Weakness or dysfunctional rotator cuff musculature can lead to changes in glenohumeral and scapulothoracic kinematics (Poppen and Walker, 1976; Chen et al., 1999; Thompson et al., 1996; Sharkey and Marder, 1995; Deutsch et al., 1996; Paletta et al., 1997; Yamaguchi et al., 2000; Pradhan et al., 2000; Tsai, 1998; Halder et al., 2001). These changes may result in increased mechanical compression of the structures of the subacromial space. It is uncertain if impingement syndrome causes dysfunctional muscle performance secondary to subacromial compression, or if the weakness causes the impingement syndrome to develop.

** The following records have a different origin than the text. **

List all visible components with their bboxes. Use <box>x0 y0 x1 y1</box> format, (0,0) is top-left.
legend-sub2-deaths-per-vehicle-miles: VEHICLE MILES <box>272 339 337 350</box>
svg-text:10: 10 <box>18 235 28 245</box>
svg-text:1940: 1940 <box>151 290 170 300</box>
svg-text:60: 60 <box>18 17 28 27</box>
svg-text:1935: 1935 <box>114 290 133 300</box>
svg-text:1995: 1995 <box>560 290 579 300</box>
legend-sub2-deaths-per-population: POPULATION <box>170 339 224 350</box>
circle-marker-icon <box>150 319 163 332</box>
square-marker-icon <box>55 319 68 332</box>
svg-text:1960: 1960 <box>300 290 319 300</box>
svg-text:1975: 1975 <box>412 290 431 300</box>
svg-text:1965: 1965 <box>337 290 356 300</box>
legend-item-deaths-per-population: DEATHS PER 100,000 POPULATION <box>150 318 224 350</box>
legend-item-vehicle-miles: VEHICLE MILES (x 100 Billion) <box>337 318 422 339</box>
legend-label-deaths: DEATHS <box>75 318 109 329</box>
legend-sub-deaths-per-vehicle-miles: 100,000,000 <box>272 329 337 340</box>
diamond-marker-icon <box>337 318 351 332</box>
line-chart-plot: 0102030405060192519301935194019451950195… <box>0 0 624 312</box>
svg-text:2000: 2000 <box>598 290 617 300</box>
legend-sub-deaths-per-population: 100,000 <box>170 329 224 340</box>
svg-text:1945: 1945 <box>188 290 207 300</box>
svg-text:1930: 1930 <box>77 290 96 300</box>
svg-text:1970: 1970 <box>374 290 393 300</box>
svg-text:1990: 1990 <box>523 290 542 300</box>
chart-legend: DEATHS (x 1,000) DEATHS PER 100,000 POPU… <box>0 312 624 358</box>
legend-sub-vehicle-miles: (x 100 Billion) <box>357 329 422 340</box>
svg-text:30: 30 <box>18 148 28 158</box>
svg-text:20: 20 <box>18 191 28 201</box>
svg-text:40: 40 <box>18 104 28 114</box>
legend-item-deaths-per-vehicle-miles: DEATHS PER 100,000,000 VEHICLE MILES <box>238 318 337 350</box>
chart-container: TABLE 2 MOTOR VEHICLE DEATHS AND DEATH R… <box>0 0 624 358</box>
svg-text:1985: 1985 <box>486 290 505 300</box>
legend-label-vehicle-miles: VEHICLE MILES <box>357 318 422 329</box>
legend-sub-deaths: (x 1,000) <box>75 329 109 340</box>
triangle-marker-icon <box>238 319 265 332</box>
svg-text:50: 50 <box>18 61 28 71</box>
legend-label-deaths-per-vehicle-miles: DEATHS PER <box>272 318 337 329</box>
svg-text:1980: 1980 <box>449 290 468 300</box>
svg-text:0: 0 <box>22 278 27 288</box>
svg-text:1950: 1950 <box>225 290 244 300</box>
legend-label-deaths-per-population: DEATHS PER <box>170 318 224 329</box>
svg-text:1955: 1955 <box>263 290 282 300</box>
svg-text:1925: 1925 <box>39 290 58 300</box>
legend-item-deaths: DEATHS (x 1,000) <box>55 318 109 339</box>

The scapulothoracic articulation is controlled by the musculature that is attached to the scapula, humerus, thoracic cage and spinal column. Scapular upward rotation is produced by the upper trapezius and lower serratus acting as a force couple during the initial phase of glenohumeral elevation (Bagg and Forrest, 1986; Wadsworth and Bullock-Saxton, 1997; Filho et al., 1991). In the middle phase of glenohumeral elevation, the lower trapezius increases its contribution (Bagg and Forrest, 1988); while in the final phase of glenohumeral elevation the lower and upper trapezius and the lower serratus are approximately equally active (Bagg and Forrest, 1986; Wadsworth and Bullock-Saxton, 1997). Production and control of scapular posterior tilting and external rotation have not been investigated.

An important role of the scapular musculature is to stabilize the scapula to support the base of the glenohumeral joint. With a decrease in the stabilization of the scapula by the surrounding musculature, a change in scapular position or motion may result (Ludewig and Cook, 2000; McQuade et al., 1998; Pascoal et al., 2000). The altered scapular position can change the length–tension relationship of the muscles attached to the scapula, specifically the rotator cuff. Theoretically, a dysfunctional rotator cuff can therefore result from alteration in the scapular position and scapular muscle strength.

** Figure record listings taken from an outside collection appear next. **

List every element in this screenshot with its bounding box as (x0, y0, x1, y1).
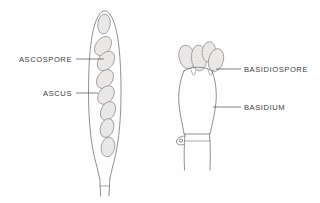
clamp-connection-icon (176, 136, 185, 145)
label-ascospore-text: ASCOSPORE (19, 55, 72, 64)
label-ascospore[interactable]: ASCOSPORE (19, 55, 104, 64)
label-basidium-text: BASIDIUM (244, 103, 285, 112)
diagram-canvas: ASCOSPORE ASCUS BASIDIOSPORE BASIDIUM (0, 0, 320, 203)
label-ascus-text: ASCUS (43, 89, 72, 98)
label-basidiospore[interactable]: BASIDIOSPORE (216, 65, 308, 74)
sterigmata-group (191, 70, 213, 75)
basidiospore-set (176, 41, 226, 73)
basidium-body (179, 67, 217, 134)
ascospore-set (91, 13, 119, 158)
ascus-stalk (100, 178, 110, 196)
label-basidium[interactable]: BASIDIUM (213, 103, 285, 112)
fungal-spore-diagram: ASCOSPORE ASCUS BASIDIOSPORE BASIDIUM (0, 0, 320, 203)
ascospore (96, 13, 111, 35)
basidium-stalk (184, 134, 210, 170)
label-layer: ASCOSPORE ASCUS BASIDIOSPORE BASIDIUM (19, 55, 308, 112)
ascus-group (89, 11, 122, 196)
ascospore (98, 117, 116, 139)
label-basidiospore-text: BASIDIOSPORE (244, 65, 308, 74)
basidium-group (176, 41, 226, 170)
clamp-connection-pore (179, 139, 182, 142)
ascospore (100, 136, 117, 158)
label-ascus[interactable]: ASCUS (43, 89, 98, 98)
sterigma (191, 70, 196, 75)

Swimmers with impingement syndrome have demonstrated an increased variability in the onset of recruitment of the lower and upper trapezius and serratus anterior during glenohumeral elevation (Wadsworth and Bullock-Saxton, 1997). In construction workers with impingement syndrome, the upper and lower trapezius has demonstrated increased activity while the serratus anterior has demonstrated decreased activity, and concurrent scapular kinematic changes of decreased upward rotation and increased anterior tilting and internal rotation during glenohumeral elevation (Ludewig and Cook, 2000). During glenohumeral elevation, the serratus anterior is required to work in concert with the trapezius to upwardly rotate the scapula to allow free movement of the subacromial structures under the coracoacromial arch (McQuade et al., 1998). Fatigue of the serratus anterior has resulted in an altered pattern of scapulohumeral rhythm in the range of 60–150° of glenohumeral motion (McQuade et al., 1998). Proper scapulohumeral rhythm is critical in this mid-range of glenohumeral motion, because that is the range in which impingement of the structures of the subacromial space will occur (Flatow et al., 1994; Brossmann et al., 1996). Changes in the timing and function of the upper and lower trapezius as well as the serratus anterior lead to changes in scapular kinematics, and thus most likely alter glenohumeral kinematics as well.

Section snippets

Conclusions

SAIS is the most common cause of shoulder pain, causing or resulting from multiple factors. The evidence indicates that glenohumeral and scapular kinematics are altered; increased anterior and superior humeral head translations and decreased posterior tipping, external rotation and upward rotation. Weakness or fatigue of the muscles that control these articulations and increased thoracic spine and cervical spine flexion and alterations of the shoulder girdle posture have also been demonstrated

Acknowledgments

This work was partially supported by grants from: Foundation for Physical Therapy, National Athletic Trainers Association Research and Education Foundation, and Arthritis Foundation.